Abstract

Jacob Marschak badly misinterpreted Keynes’s critique of the Marshallian partial equilibrium approach to mathematical economics, as exemplified by A C Pigou, in the General Theory in 1936 when he helped set up the September, 1936 Econometrica seminar dealing with the General Theory, where Meade, Hicks, and Harrod presented their papers on the meaning of the General Theory. Harrod’s and Hick’s papers were later published in the first two issues of Econometrica in 1937 in volume 5. Marschak interpreted Keynes’s criticisms of Pigou’s Marshallian approach as a direct, general attack on all mathematical economics, instead of it being a specific attack on a particular type of mathematical economics that attempted to apply the ceteris paribus qualification, sound when made at the microeconomic level, at the macroeconomic level.
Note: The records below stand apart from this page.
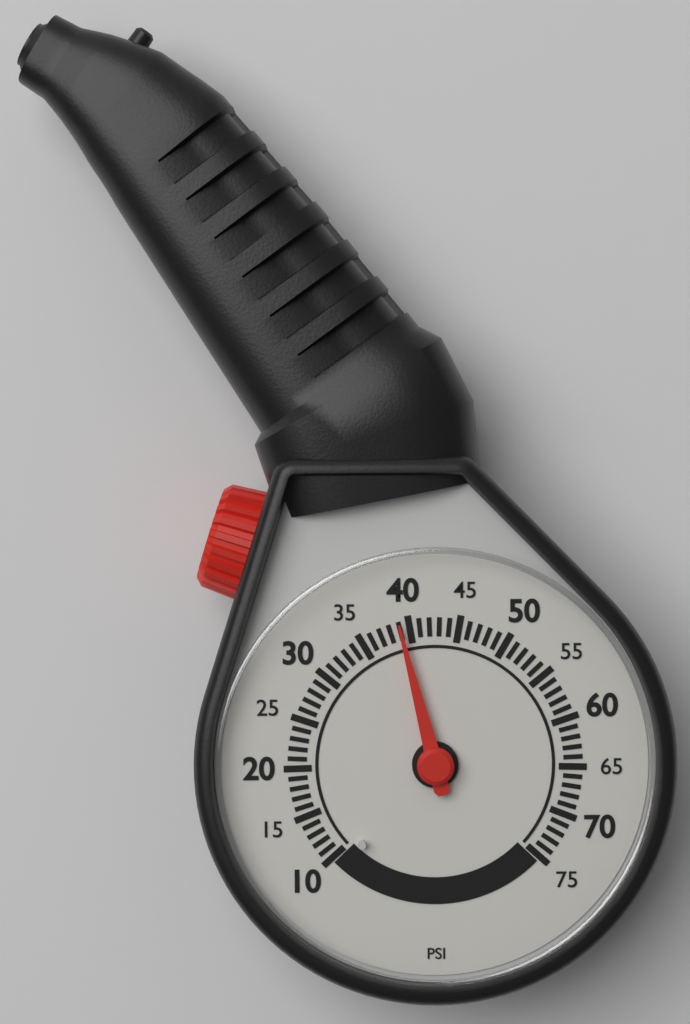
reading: 39 psi
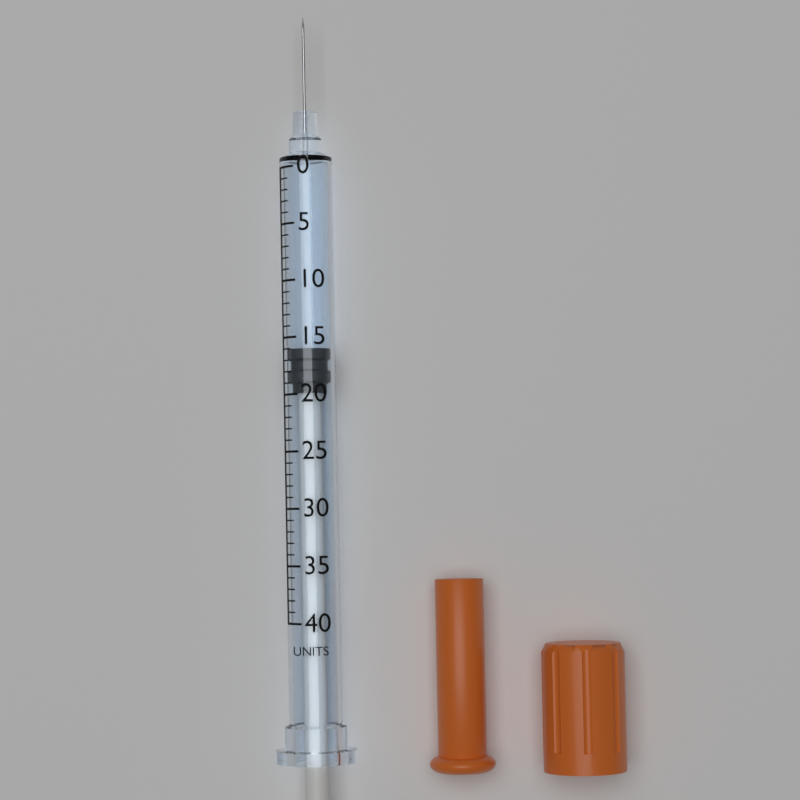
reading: 16 units
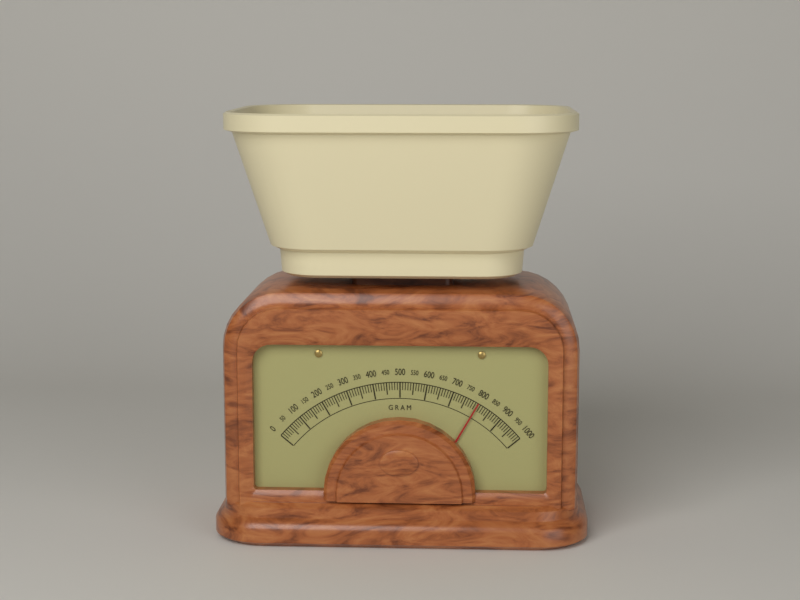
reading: 800 g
Keynes wrote the General Theory to show that the Marshallian approach could not take into account the complications, feedback effects, and interdependencies at the macro level. What was required was a general, multiple equilibrium approach using sets of simultaneous, mathematical equations that incorporated uncertain expectations. The mathematical system had to be similar to the type of systems of simultaneous equations Keynes had worked with in the A Treatise on Probability to define upper and lower probabilities. Keynes provided a set of three simultaneous equations that he brought together in chapter 21 in section IV of the General Theory on pp. 298-299 that, when combined with his D-Z model of expected aggregate demand-expected aggregate supply, goes a long way toward allowing an economist to deal with the turbulence, intricacies and interdependences at the macroeconomic level. Marschak grasped none of Keynes’s system of mathematical equations.